Lawrence K. Grossman ’52, Head of PBS and NBC News

Lawrence K. Grossman ’52

Lawrence K. Grossman ’52

JERRY BAUER/VIKING

Lawrence K. Grossman ’52, the president of PBS responsible for turning The MacNeil/Lehrer Report into the first hour-long nightly newscast on any network and perhaps best known for standing up to outside pressure not to air Death of a Princess, a film based on a true story about a Saudi princess who had been publicly beheaded for adultery — and former president of NBC News, died on March 23, 2018, in Westport, Conn. He was 86.

Grossman was born Lawrence Kugelmass on June 21, 1931, in Brooklyn, N.Y. After his father died, he was adopted by his mother’s second husband, Nathan Grossman. He attended Midwood H.S., where a journalism teacher opened his mind to the world of communications. At the College, he studied English and political science, then went on to Harvard Law, where he met his future wife, Alberta “Boots” Nevler, who was attending Radcliffe.

Grossman left Harvard after a year and joined Look magazine in the promotions department. He joined the advertising department at CBS in 1956, then moved to NBC in 1962, becoming the network’s VP of advertising. There, he met Grant Tinker, who was then in programming (nearly two decades later, their friendship led Tinker to consider only Grossman for the presidency of NBC News). Grossman ran his own advertising, marketing and communications firm from 1966 to 1976.

PBS, one of his firm’s clients, hired him as its president in 1976, and he moved to Washington, D.C. Grossman transformed PBS over eight years — the network became the first to deliver its programming by satellite; he introduced the programs Live From Lincoln Center and concerts from the White House and the Kennedy Center, and approved production of a 13-part series on the Vietnam War; and in 1983, doubled the length of the network’s signature news program, The MacNeil/Lehrer Report (now PBS NewsHour).

In 1980, Grossman refused to bow to pressure that PBS not air Death of a Princess. Mobil Oil, a major PBS underwriter, was among the movie’s protesters. Some members of Congress spoke out. And Warren M. Christopher, the Secretary of State, relayed a letter of concern from the Saudi Ambassador to the United States. Grossman’s stance “was the single most important thing he did at PBS,” Richard Wald ’52, GSAS’53, now the Fred W. Friendly Professor Emeritus of Professional Practice in Media and Society and special lecturer in journalism at the Journalism School and a former NBC News president, told The New York Times. “He created a sense in PBS that they were doing important work, and it caused PBS to stand up straighter. It was enormously important to how PBS conducted itself thereafter.”

Grossman was hired by NBC in late 1983, and after General Electric’s acquisition of RCA, NBC’s parent company, in 1986, he fell out of favor with his new bosses. He was dismissed in 1988.

After leaving NBC, Grossman taught at Harvard’s John F. Kennedy School of Government and in 1993 became president of Horizons TV, a onetime challenger to PBS and C-SPAN. He wrote The Electronic Republic: Reshaping Democracy in the Information Age (1995), about how interactive telecommunications of that era — faxed petitions, email lobbying and 900-number polls — were providing citizens with more direct participation in politics and making them the “new fourth estate.” In the late 1990s, he and former PBS chairman Newton Minow launched Digital Promise, a nonprofit that receives federal and private funding to use digital technologies to improve education.

Grossman is survived by his wife; daughters, Susan Grossman NU’78, Caroline Grossman and Jennifer Grossman Peltz; brother, Daniel; six grandchildren, including Sarah Grossman-Greene ’08; and two great-grandchildren.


__PROBLEM TO WORK ON__
Write out word for word each line of the records, beginning at the first and stopping after the line with "This screenshot has width=577, height=298.". Leave the pictures out.

__EXERCISE MATERIALS__
------------------------------------------------------------

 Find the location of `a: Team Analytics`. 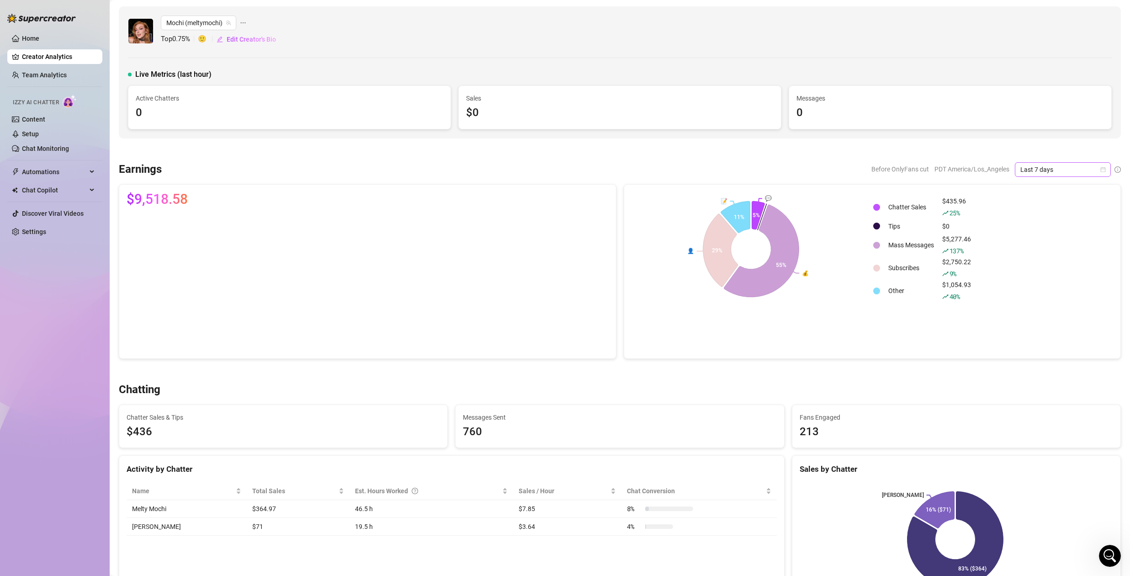

a: Team Analytics is located at coordinates (44, 75).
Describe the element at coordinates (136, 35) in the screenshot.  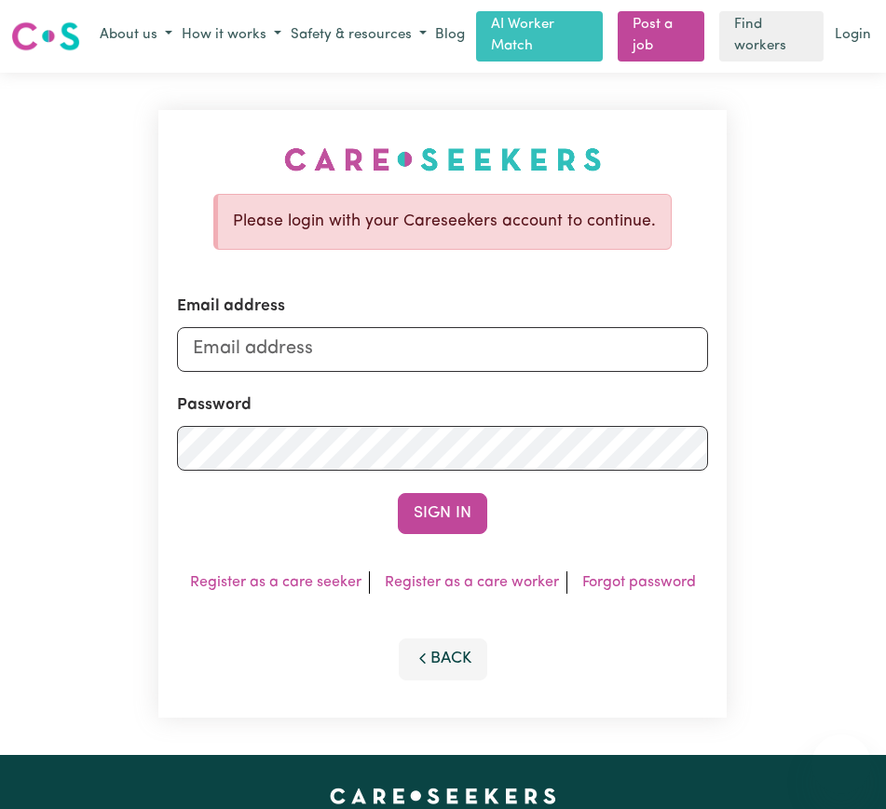
I see `button: About us` at that location.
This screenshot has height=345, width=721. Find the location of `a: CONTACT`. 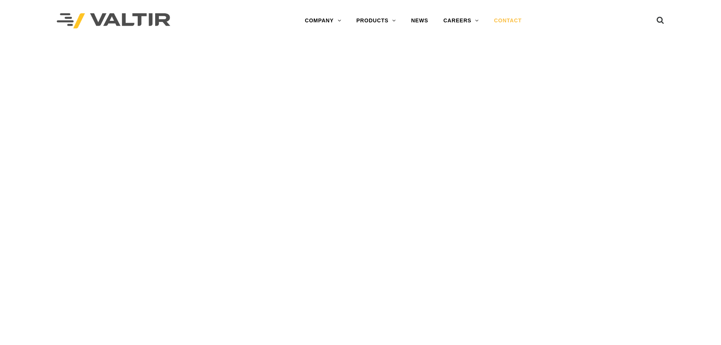

a: CONTACT is located at coordinates (507, 21).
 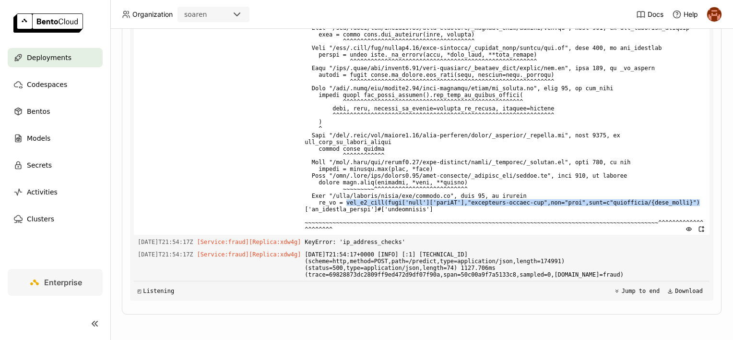 What do you see at coordinates (685, 14) in the screenshot?
I see `div: Help` at bounding box center [685, 14].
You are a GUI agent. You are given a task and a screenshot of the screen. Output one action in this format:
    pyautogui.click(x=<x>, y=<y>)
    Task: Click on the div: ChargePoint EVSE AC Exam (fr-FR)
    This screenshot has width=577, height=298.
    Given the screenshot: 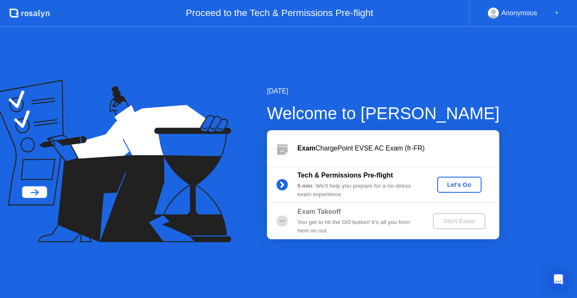 What is the action you would take?
    pyautogui.click(x=398, y=148)
    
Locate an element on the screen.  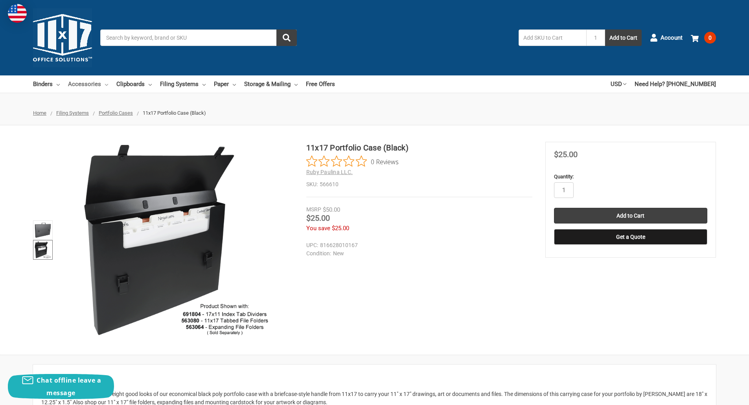
span: You save is located at coordinates (318, 228).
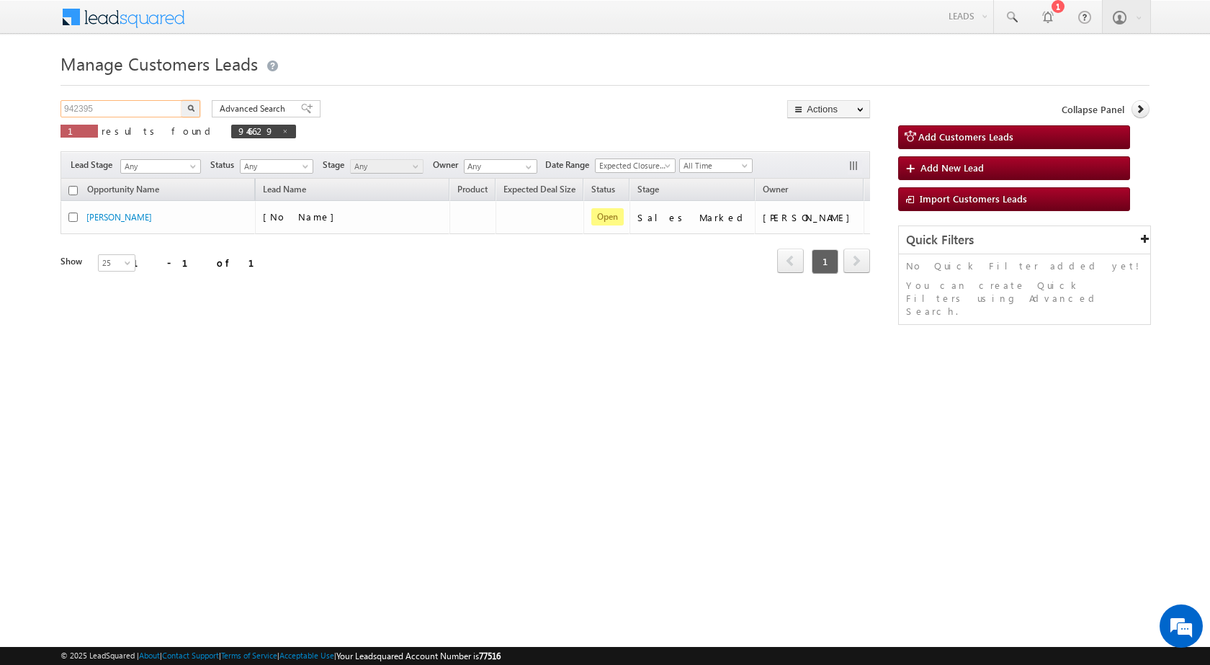 Image resolution: width=1210 pixels, height=665 pixels. What do you see at coordinates (607, 217) in the screenshot?
I see `span: Open` at bounding box center [607, 217].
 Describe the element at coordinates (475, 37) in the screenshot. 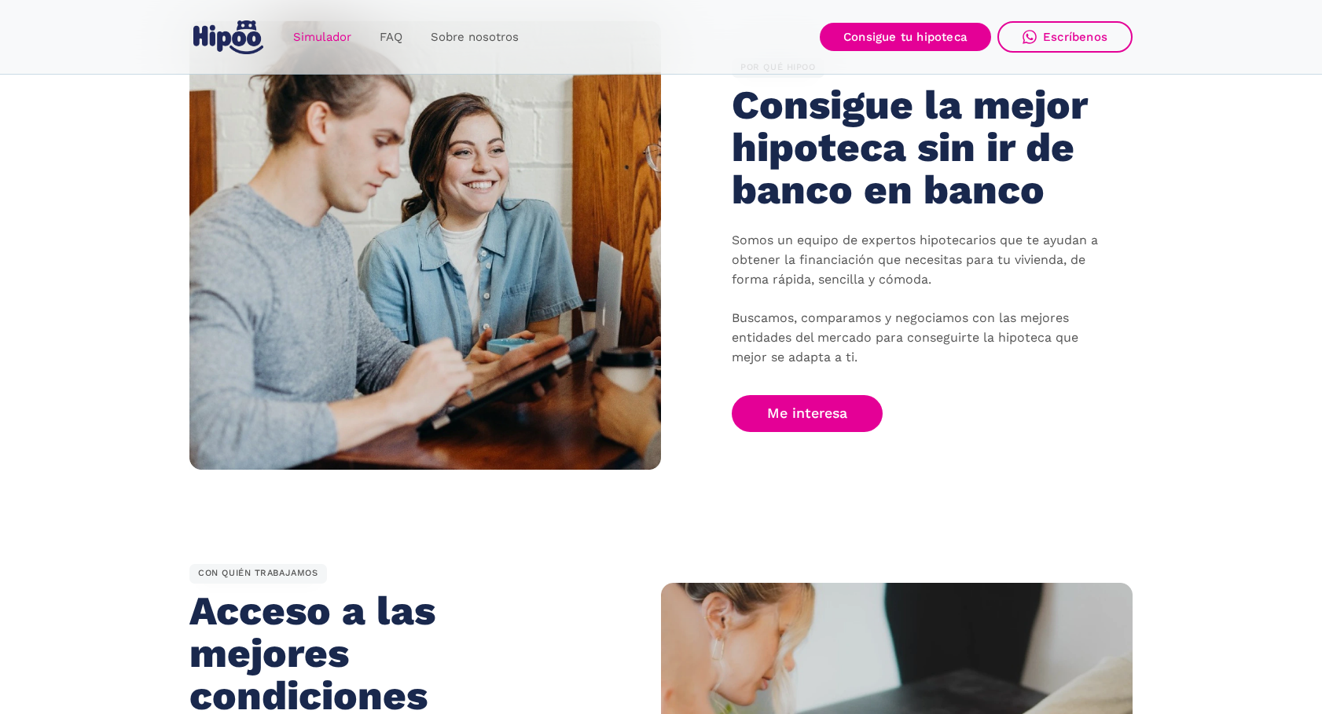

I see `a: Sobre nosotros` at that location.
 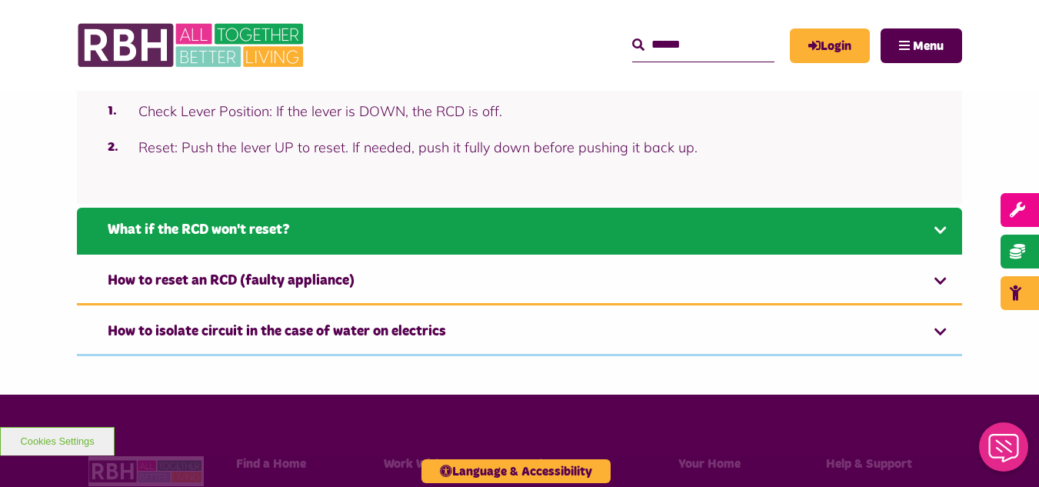 What do you see at coordinates (519, 231) in the screenshot?
I see `a: What if the RCD won't reset?` at bounding box center [519, 231].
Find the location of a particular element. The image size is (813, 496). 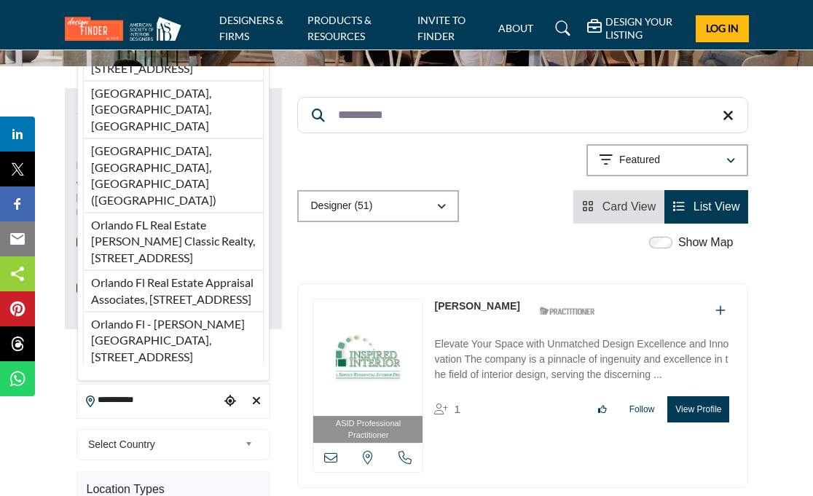

input: ASID Members checkbox is located at coordinates (82, 288).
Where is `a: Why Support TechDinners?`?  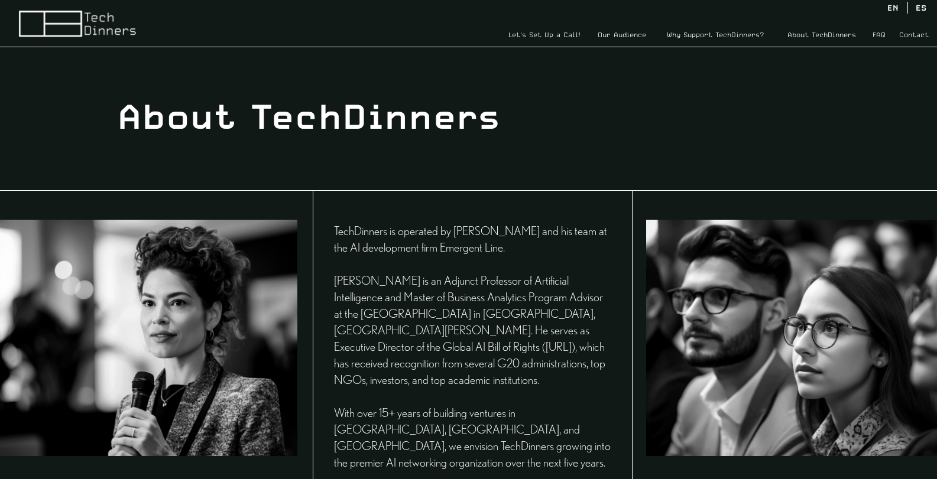 a: Why Support TechDinners? is located at coordinates (715, 35).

------------------------------------------------------------

__EXERCISE RESULT__
 Find the location of `a: Team Analytics`. 

a: Team Analytics is located at coordinates (44, 75).
Describe the element at coordinates (136, 35) in the screenshot.  
I see `button: About us` at that location.
This screenshot has height=345, width=721. Find the location of `a: CONTACT`. 

a: CONTACT is located at coordinates (507, 21).
  What do you see at coordinates (685, 14) in the screenshot?
I see `div: Help` at bounding box center [685, 14].
You are a GUI agent. You are given a task and a screenshot of the screen. Output one action in this format:
    pyautogui.click(x=<x>, y=<y>)
    Task: Click on the div: ChargePoint EVSE AC Exam (fr-FR)
    This screenshot has width=577, height=298.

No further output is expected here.